We wanted to portray a part of Frank Lloyd Wright’s career that no one expects. Frank Lloyd Wright has become a legend – known as someone who pursued purely new, modern architecture. But in trying to find himself in the late 19th century, he experimented with different historical styles.

It was both his knowledge of the past and his idealism for modernism that made him the great architect he was. We tried to juxtapose his early and late buildings.

We’re not trying to say Wright was thinking of the future when he did these early works. But they show his sensibilities. In some way he was the human Google – able to absorb a lot of things and pick the best from that.

What kind of feedback have you gotten – especially from those who might have a more rigid, set view of Wright as modernist?

The response has been positive. People have been surprised. I don’t think this story has been left out of biographies of Wright, per se, but people just didn’t pay much attention. I wondered if people would be offended – but I think this history is a positive aspect of his evolution.

How do you tell a new story about Frank Lloyd Wright when Chicagoans know his story so well? Design for the Milwaukee Public Library and Museum, 1893 (not executed)

I was interested in this for a long time. I went through old, architectural journals and photographs that weren’t explored that much.

I visited some of these buildings while they were still standing. And if you haven’t experienced the actual building, you don’t know it. It’s a challenge to recreate this sense. His buildings are modern, vital, useful, and appeal to the human senses of light, motion and space.

I never find architecture exhibits very successful or satisfying because you don’t get a sense of the buildings. Thus, we made the images very large. We’ve positioned the gallery walls so you go around the corner and suddenly – you encounter a building.

We have actual fragments. In my exhibits, you can touch these pieces; in a typical exhibit, you don’t because you’re supposed to protect the artifact.

How to convey architecture in an exhibit? It’s part photograph, part storytelling. You have to let your own subjective pick out what’s wonderful about these buildings.

Who was this aspiring, 19-year-old architect?

He comes to Chicago as idealistic. He has little experience – just brief schooling at the University of Wisconsin. He came from a staunch Unitarian family on his mom’s side – they believed in powerful creative expression. His family experimented with different educational methods.

In Chicago, he came across interesting people: architect J. Lyman Silsbee whose houses were asymmetrical, his exteriors going in and out in every direction; [Louis] Sullivan, who helped develop his ideas of architecture as an extension of nature. Chicago was his creative incubator.

Wright was unique in that he could think in three dimensions before setting a pencil to paper. In studying architectural history, he learned what helps trigger beauty and proportion – and he adapted those.

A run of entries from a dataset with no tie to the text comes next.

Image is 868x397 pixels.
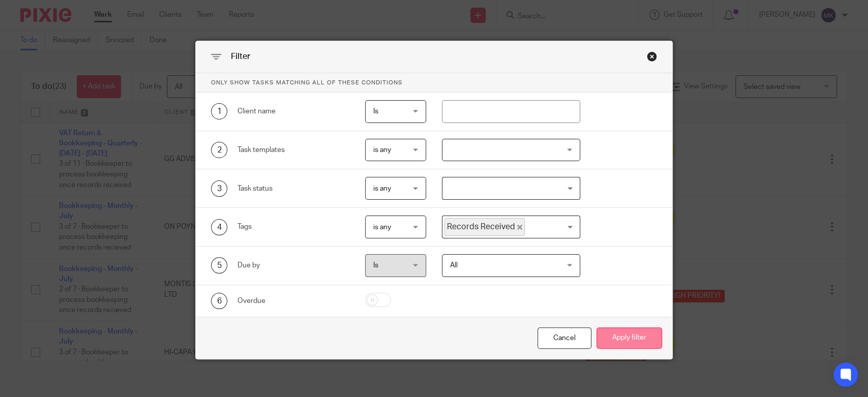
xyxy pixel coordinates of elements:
[647,51,657,61] div: Close this dialog window
[373,262,378,269] span: Is
[211,103,227,120] div: 1
[211,257,227,274] div: 5
[373,146,391,153] span: is any
[238,184,349,194] div: Task status
[238,222,349,232] div: Tags
[211,293,227,309] div: 6
[373,108,378,115] span: Is
[211,180,227,197] div: 3
[517,225,523,230] button: Deselect Records Received
[238,296,349,306] div: Overdue
[442,177,580,200] div: Search for option
[231,53,250,61] span: Filter
[211,219,227,236] div: 4
[238,106,349,117] div: Client name
[538,327,592,350] div: Close this dialog window
[450,262,458,269] span: All
[238,145,349,155] div: Task templates
[373,185,391,192] span: is any
[211,142,227,158] div: 2
[196,73,672,92] p: Only show tasks matching all of these conditions
[373,224,391,230] span: is any
[444,179,574,197] input: Search for option
[597,327,662,350] button: Apply filter
[526,218,574,236] input: Search for option
[442,215,580,239] div: Search for option
[238,260,349,270] div: Due by
[445,218,525,236] span: Records Received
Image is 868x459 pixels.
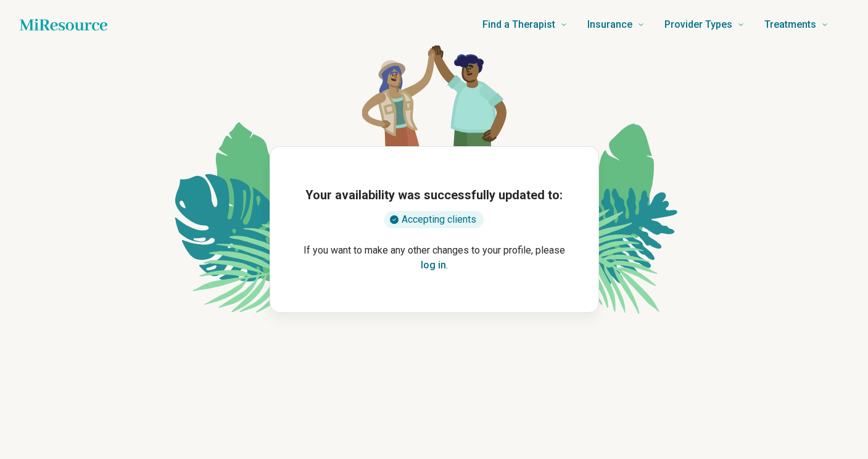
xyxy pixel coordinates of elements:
[20,12,107,37] a: Home page
[587,16,633,33] span: Insurance
[764,16,816,33] span: Treatments
[290,243,579,273] p: If you want to make any other changes to your profile, please .
[664,16,732,33] span: Provider Types
[421,257,446,273] button: log in
[305,186,563,204] h1: Your availability was successfully updated to:
[384,211,483,228] div: Accepting clients
[482,16,555,33] span: Find a Therapist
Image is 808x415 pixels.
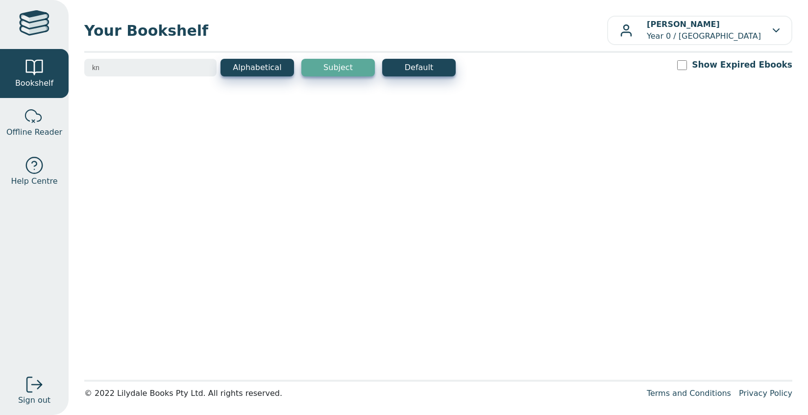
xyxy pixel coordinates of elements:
[301,59,375,76] button: Subject
[11,175,57,187] span: Help Centre
[607,16,792,45] button: [PERSON_NAME]Year 0 / [GEOGRAPHIC_DATA]
[18,394,50,406] span: Sign out
[646,19,760,42] p: Year 0 / [GEOGRAPHIC_DATA]
[6,126,62,138] span: Offline Reader
[382,59,455,76] button: Default
[84,387,639,399] div: © 2022 Lilydale Books Pty Ltd. All rights reserved.
[646,388,731,398] a: Terms and Conditions
[646,20,719,29] b: [PERSON_NAME]
[691,59,792,71] label: Show Expired Ebooks
[15,77,53,89] span: Bookshelf
[84,20,607,42] span: Your Bookshelf
[220,59,294,76] button: Alphabetical
[84,59,216,76] input: Search bookshelf (E.g: psychology)
[738,388,792,398] a: Privacy Policy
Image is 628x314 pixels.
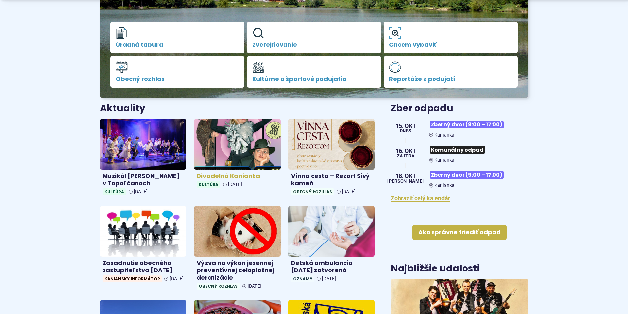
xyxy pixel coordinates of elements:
[100,119,186,198] a: Muzikál [PERSON_NAME] v Topoľčanoch Kultúra [DATE]
[194,206,280,292] a: Výzva na výkon jesennej preventívnej celoplošnej deratizácie Obecný rozhlas [DATE]
[434,132,454,138] span: Kanianka
[389,42,513,48] span: Chcem vybaviť
[395,123,416,129] span: 15. okt
[100,103,145,114] h3: Aktuality
[429,121,504,129] span: Zberný dvor (9:00 – 17:00)
[391,143,528,163] a: Komunálny odpad Kanianka 16. okt Zajtra
[391,168,528,188] a: Zberný dvor (9:00 – 17:00) Kanianka 18. okt [PERSON_NAME]
[247,56,381,88] a: Kultúrne a športové podujatia
[247,22,381,53] a: Zverejňovanie
[197,283,240,290] span: Obecný rozhlas
[342,189,356,195] span: [DATE]
[103,189,126,195] span: Kultúra
[197,172,278,180] h4: Divadelná Kanianka
[434,158,454,163] span: Kanianka
[291,259,372,274] h4: Detská ambulancia [DATE] zatvorená
[322,276,336,282] span: [DATE]
[116,42,239,48] span: Úradná tabuľa
[248,283,261,289] span: [DATE]
[434,183,454,188] span: Kanianka
[197,259,278,282] h4: Výzva na výkon jesennej preventívnej celoplošnej deratizácie
[384,56,518,88] a: Reportáže z podujatí
[412,225,507,240] a: Ako správne triediť odpad
[391,264,480,274] h3: Najbližšie udalosti
[252,76,376,82] span: Kultúrne a športové podujatia
[116,76,239,82] span: Obecný rozhlas
[110,22,245,53] a: Úradná tabuľa
[103,172,184,187] h4: Muzikál [PERSON_NAME] v Topoľčanoch
[391,103,528,114] h3: Zber odpadu
[288,119,375,198] a: Vínna cesta – Rezort Sivý kameň Obecný rozhlas [DATE]
[395,154,416,159] span: Zajtra
[103,276,162,282] span: Kaniansky informátor
[170,276,184,282] span: [DATE]
[391,195,450,202] a: Zobraziť celý kalendár
[134,189,148,195] span: [DATE]
[384,22,518,53] a: Chcem vybaviť
[387,173,424,179] span: 18. okt
[291,172,372,187] h4: Vínna cesta – Rezort Sivý kameň
[228,182,242,187] span: [DATE]
[288,206,375,285] a: Detská ambulancia [DATE] zatvorená Oznamy [DATE]
[395,148,416,154] span: 16. okt
[100,206,186,285] a: Zasadnutie obecného zastupiteľstva [DATE] Kaniansky informátor [DATE]
[194,119,280,191] a: Divadelná Kanianka Kultúra [DATE]
[291,276,314,282] span: Oznamy
[395,129,416,133] span: Dnes
[252,42,376,48] span: Zverejňovanie
[387,179,424,184] span: [PERSON_NAME]
[391,118,528,138] a: Zberný dvor (9:00 – 17:00) Kanianka 15. okt Dnes
[110,56,245,88] a: Obecný rozhlas
[429,171,504,179] span: Zberný dvor (9:00 – 17:00)
[197,181,220,188] span: Kultúra
[429,146,485,154] span: Komunálny odpad
[389,76,513,82] span: Reportáže z podujatí
[103,259,184,274] h4: Zasadnutie obecného zastupiteľstva [DATE]
[291,189,334,195] span: Obecný rozhlas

Suddenly, he gets more confidence in himself. He uses his full name. He builds his studio in Oak Park. That’s when our exhibit ends.

Fallingwater, Bear Run, Pennsylvania 1937; Image credit: Frank Lloyd Wright FoundationTell me about Wright’s relationship with his mentor, Louis Sullivan, who tried to push him out of certain drafting habits.

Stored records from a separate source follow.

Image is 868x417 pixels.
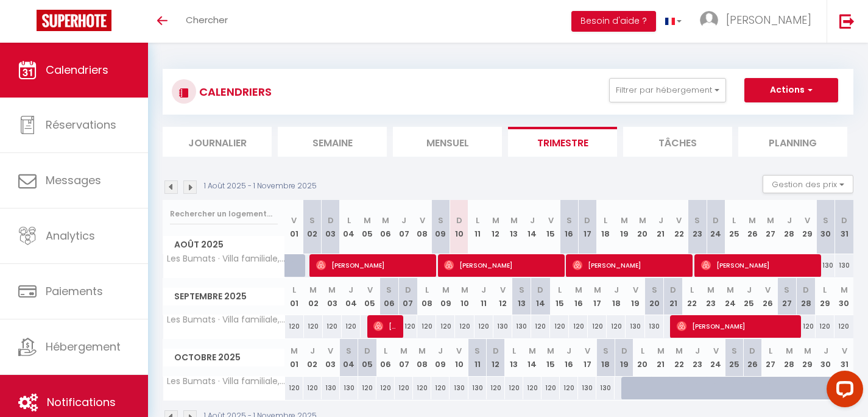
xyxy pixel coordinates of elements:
abbr: S [438,215,444,226]
div: 120 [304,315,323,338]
div: 120 [395,377,413,400]
span: [PERSON_NAME] [702,254,817,277]
th: 15 [541,200,560,255]
th: 12 [487,200,505,255]
abbr: J [747,285,752,296]
div: 130 [493,315,512,338]
th: 10 [449,200,468,255]
div: 120 [413,377,431,400]
th: 24 [706,339,725,377]
th: 27 [761,339,780,377]
abbr: V [676,215,682,226]
th: 19 [626,278,644,315]
th: 10 [449,339,468,377]
div: 120 [436,315,455,338]
span: Notifications [47,395,116,410]
th: 05 [361,278,380,315]
abbr: M [575,285,582,296]
th: 20 [633,339,652,377]
th: 09 [431,339,449,377]
span: [PERSON_NAME] [373,314,398,338]
th: 09 [436,278,455,315]
div: 120 [835,315,853,338]
th: 09 [431,200,449,255]
abbr: L [823,285,827,296]
abbr: S [346,345,352,357]
abbr: V [291,215,297,226]
h3: CALENDRIERS [196,78,272,105]
abbr: M [328,285,336,296]
th: 03 [323,278,342,315]
th: 11 [469,339,487,377]
th: 19 [614,339,633,377]
span: Les Bumats · Villa familiale, panorama ville-montagnes [165,255,287,264]
div: 120 [532,315,550,338]
th: 13 [505,339,523,377]
th: 26 [743,200,761,255]
abbr: L [347,215,351,226]
abbr: V [713,345,719,357]
th: 27 [777,278,796,315]
th: 14 [523,200,541,255]
th: 13 [512,278,532,315]
span: [PERSON_NAME] [444,254,560,277]
button: Actions [745,78,838,103]
abbr: M [621,215,628,226]
span: [PERSON_NAME] [726,12,812,27]
th: 16 [560,339,578,377]
abbr: J [823,345,828,357]
th: 06 [376,200,395,255]
abbr: L [476,215,479,226]
div: 130 [596,377,614,400]
th: 03 [322,200,340,255]
div: 120 [607,315,626,338]
th: 24 [721,278,740,315]
abbr: S [784,285,789,296]
abbr: V [456,345,462,357]
abbr: V [585,345,590,357]
abbr: D [750,345,755,357]
abbr: J [348,285,353,296]
span: Chercher [186,13,228,26]
span: [PERSON_NAME] [677,314,793,338]
span: [PERSON_NAME] [316,254,432,277]
div: 120 [550,315,569,338]
th: 07 [395,339,413,377]
abbr: D [713,215,719,226]
abbr: L [384,345,387,357]
input: Rechercher un logement... [170,203,278,225]
div: 130 [626,315,644,338]
abbr: M [639,215,646,226]
abbr: D [537,285,543,296]
th: 07 [398,278,417,315]
th: 22 [670,200,688,255]
th: 20 [633,200,652,255]
th: 16 [560,200,578,255]
th: 23 [688,200,706,255]
th: 10 [455,278,474,315]
th: 17 [578,200,596,255]
abbr: D [364,345,371,357]
th: 06 [380,278,398,315]
iframe: LiveChat chat widget [817,366,868,417]
span: Messages [46,172,101,188]
th: 15 [541,339,560,377]
div: 120 [304,377,322,400]
span: Les Bumats · Villa familiale, panorama ville-montagnes [165,315,287,324]
th: 30 [835,278,853,315]
abbr: V [765,285,770,296]
th: 27 [761,200,780,255]
th: 05 [358,200,376,255]
th: 29 [798,200,817,255]
th: 11 [474,278,493,315]
th: 22 [683,278,702,315]
abbr: M [658,345,665,357]
th: 14 [523,339,541,377]
th: 07 [395,200,413,255]
th: 02 [304,339,322,377]
th: 28 [780,200,798,255]
abbr: L [769,345,773,357]
th: 01 [285,200,304,255]
div: 130 [512,315,532,338]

Sullivan drew freehand, blending geometry with leaves and swirling forms, while Wright used geometric projection. Sullivan would see this and encourage Wright to draw freehand, unbridled by his tools. He’d try, though he was uncomfortable.

As time went on, Sullivan became more accepting of his approach and eventually adopted some of this in his buildings.

To what extent did Frank Lloyd Wright consciously construct his own public image?

In telling his own story, Frank Lloyd Wright doesn’t talk about these early experimentations with style. He claimed he was just trying to get work to feed his family during this period. But when you look at his work, he had certain consistent habits. He was truly searching.

He’s become a public legend – larger than life. He didn’t try to cover these things up necessarily. But still, people don’t realize this history is there.

Wright’s Roots will appear at the city-run Expo 72 gallery (72 E. Randolph St.), across the street from the Cultural Center, through September 30. Admission is free.